[Dataset entries]
+++

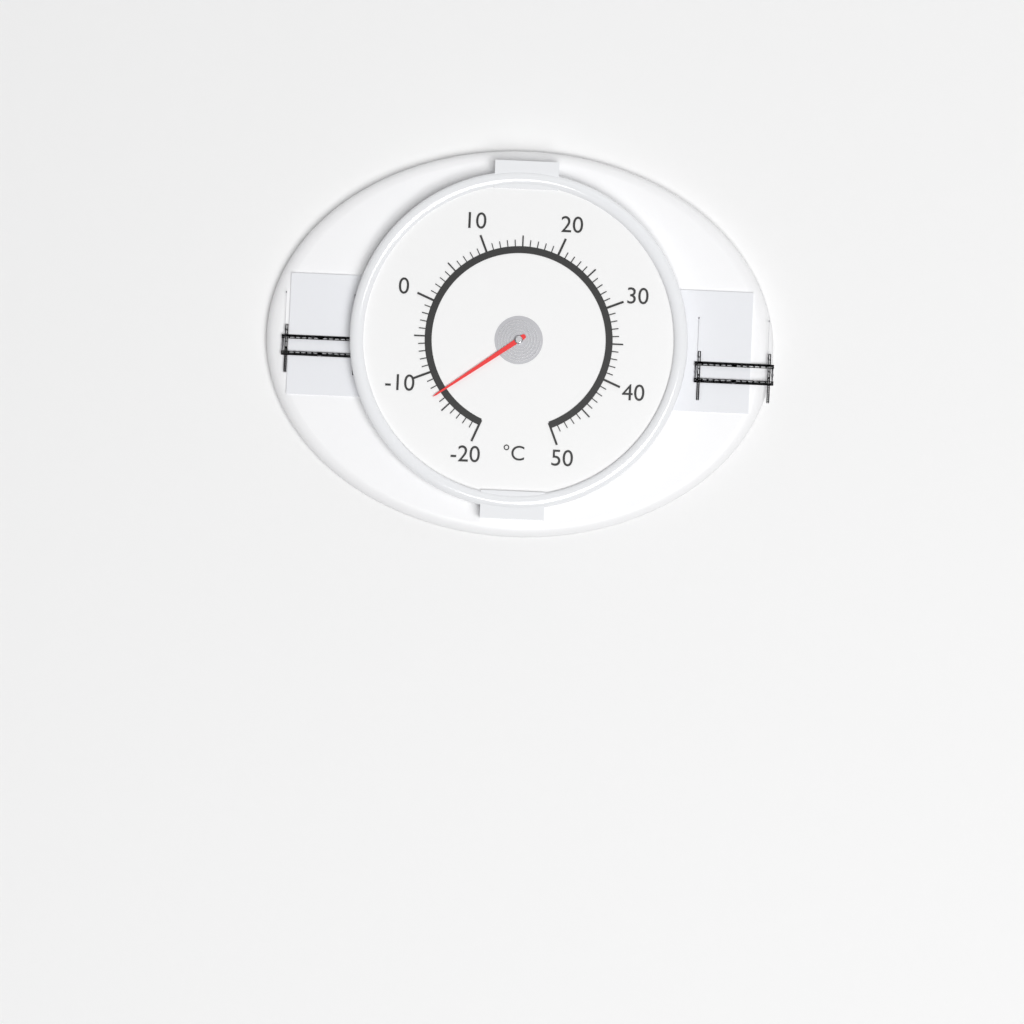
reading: -13 °C
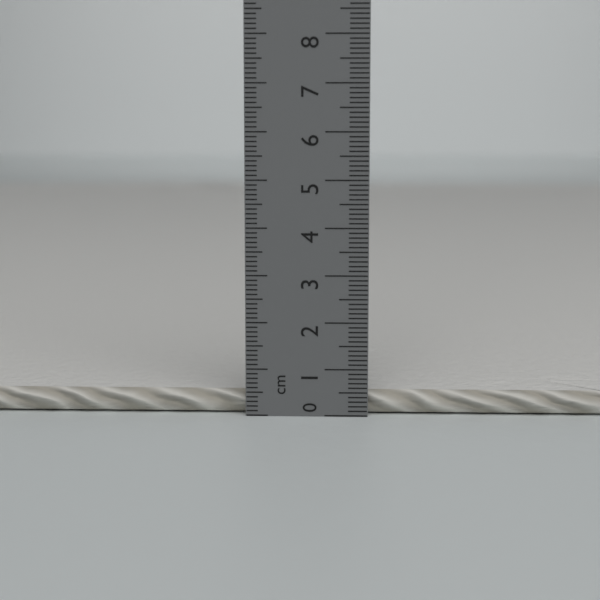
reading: 0.5 cm
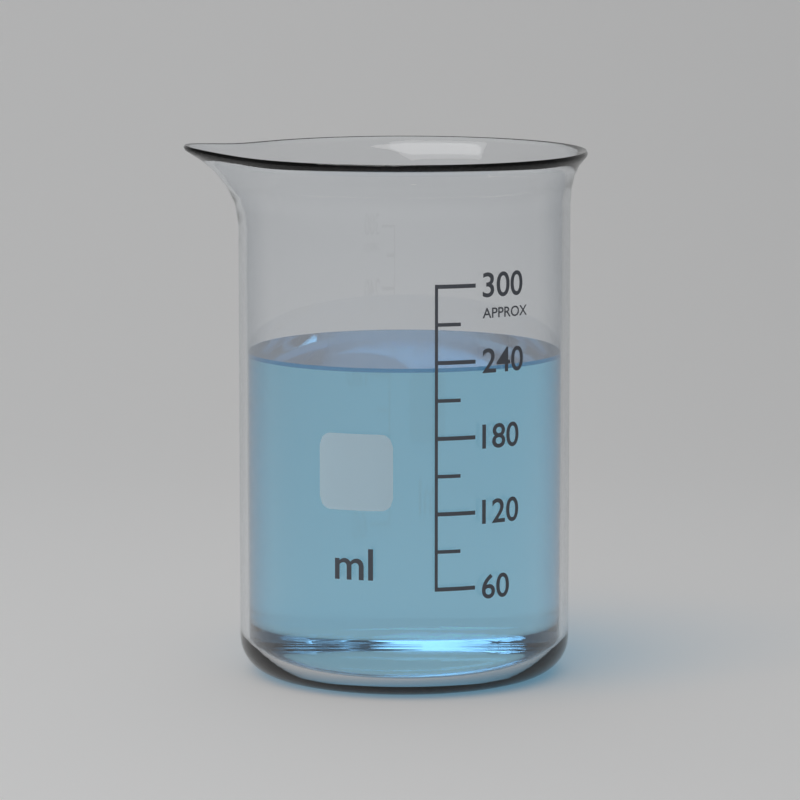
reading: 235 ml
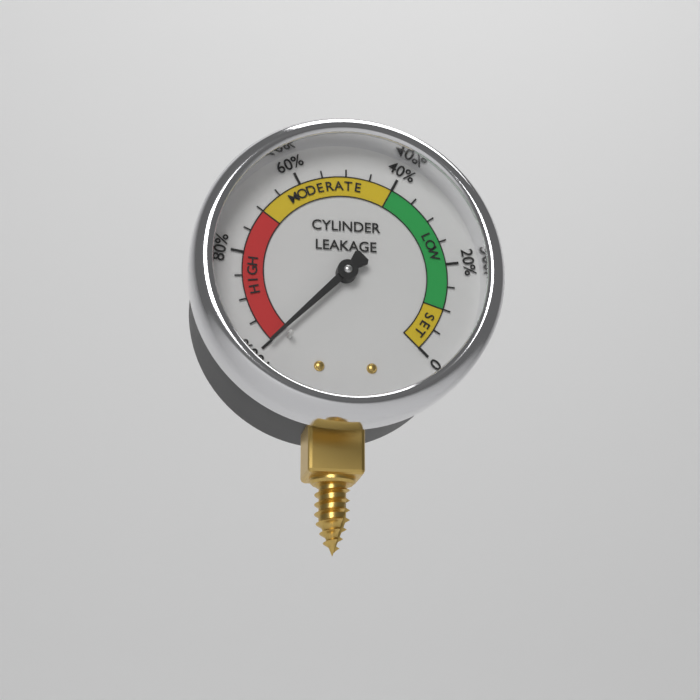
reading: 100 %
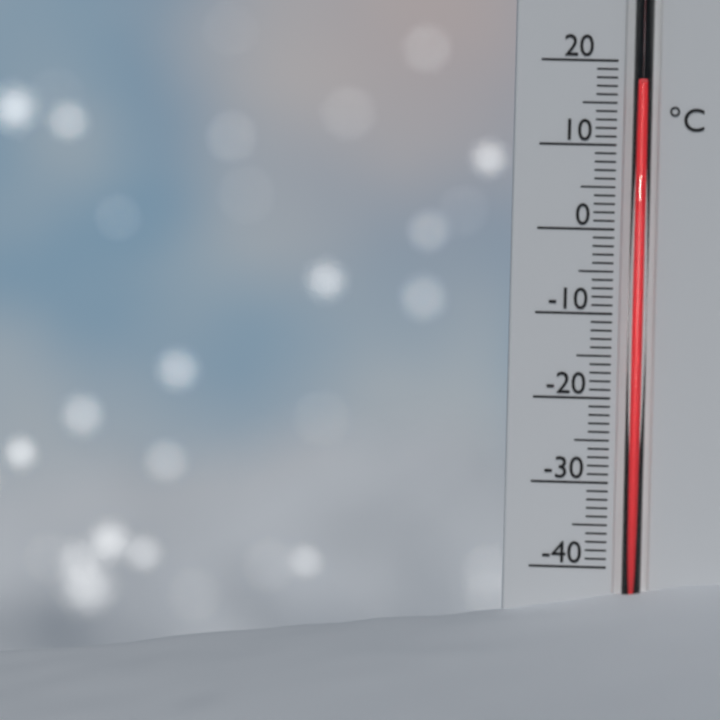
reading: 17 °C
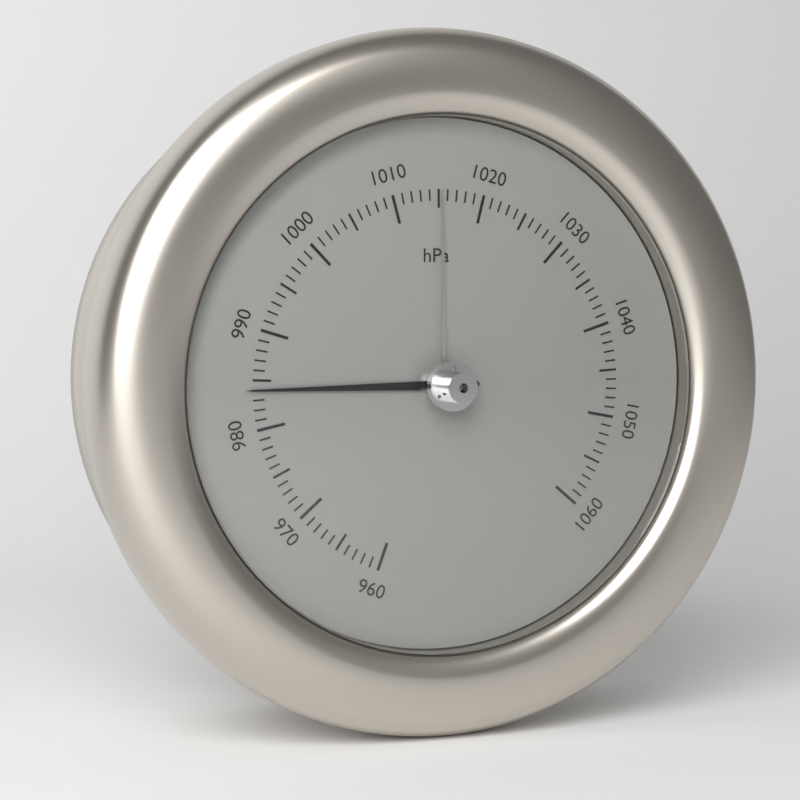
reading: 984 hPa
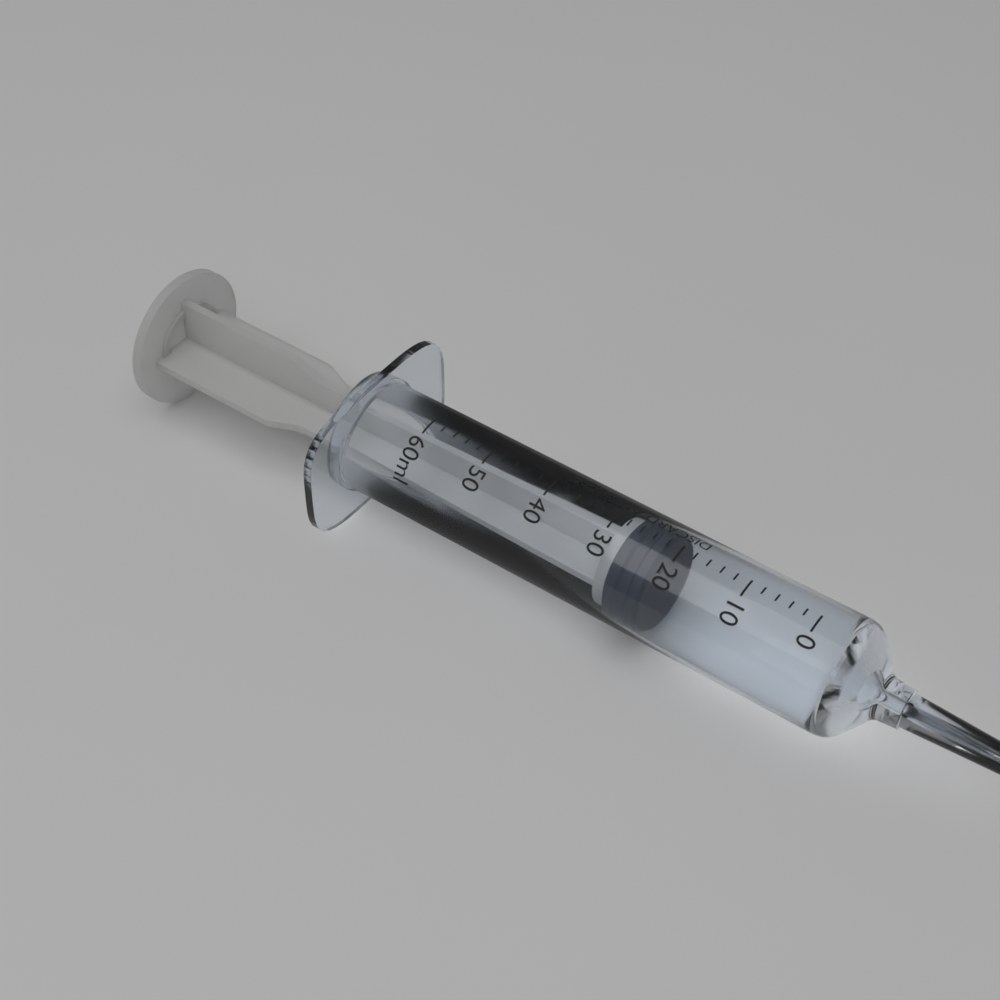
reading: 22 ml
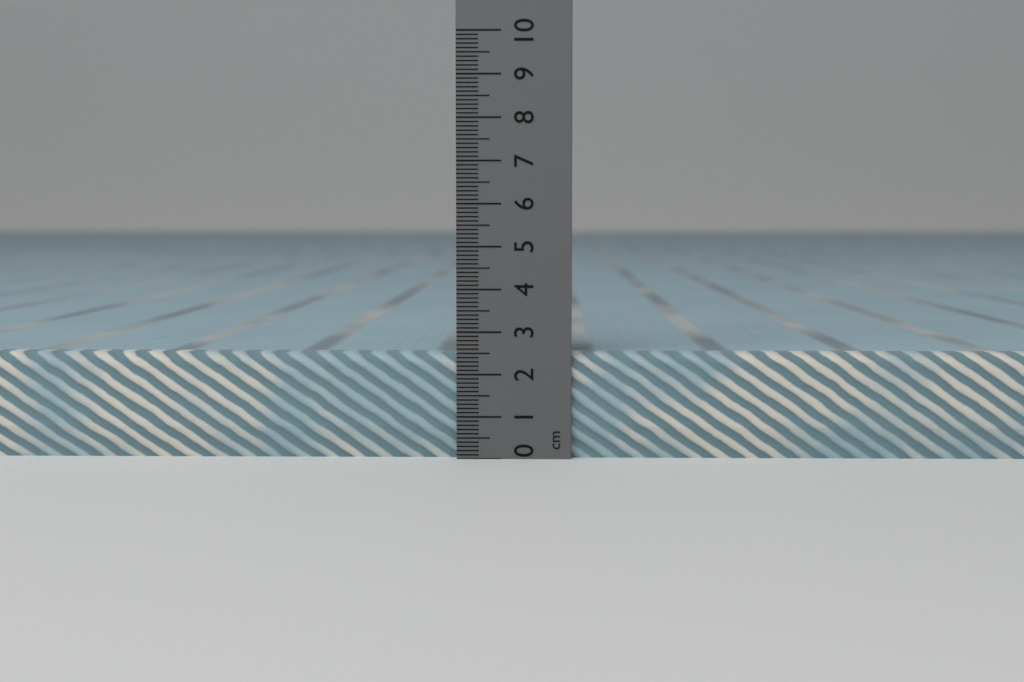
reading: 2.5 cm
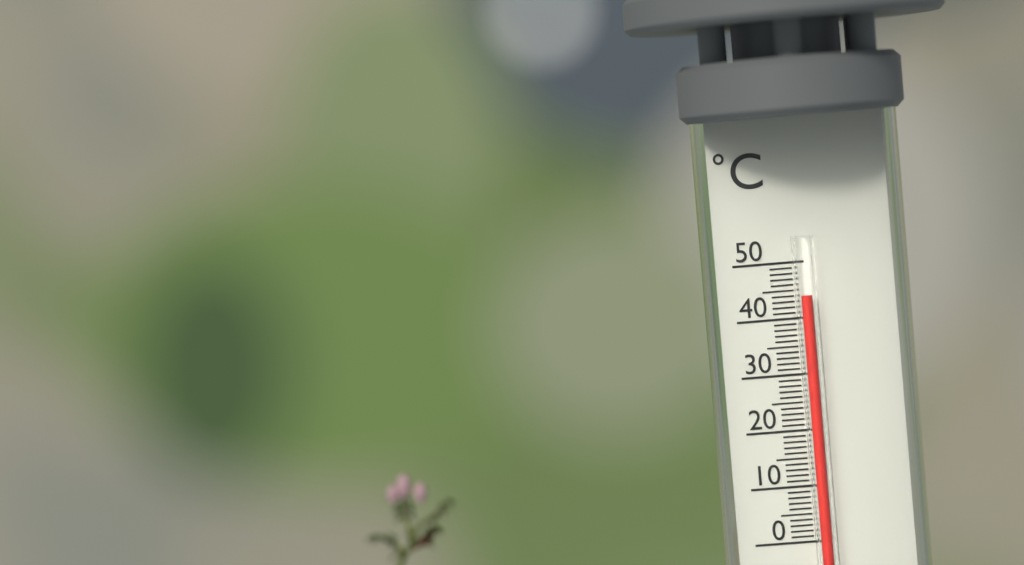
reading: 44 °C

+++

• [Assigned task]
Only the lines from the one containing "reading: 100 %" through the final line of the data are to be written out, exactly as they stand and without pictures.

• [Answer for the task]
reading: 100 %
reading: 17 °C
reading: 984 hPa
reading: 22 ml
reading: 2.5 cm
reading: 44 °C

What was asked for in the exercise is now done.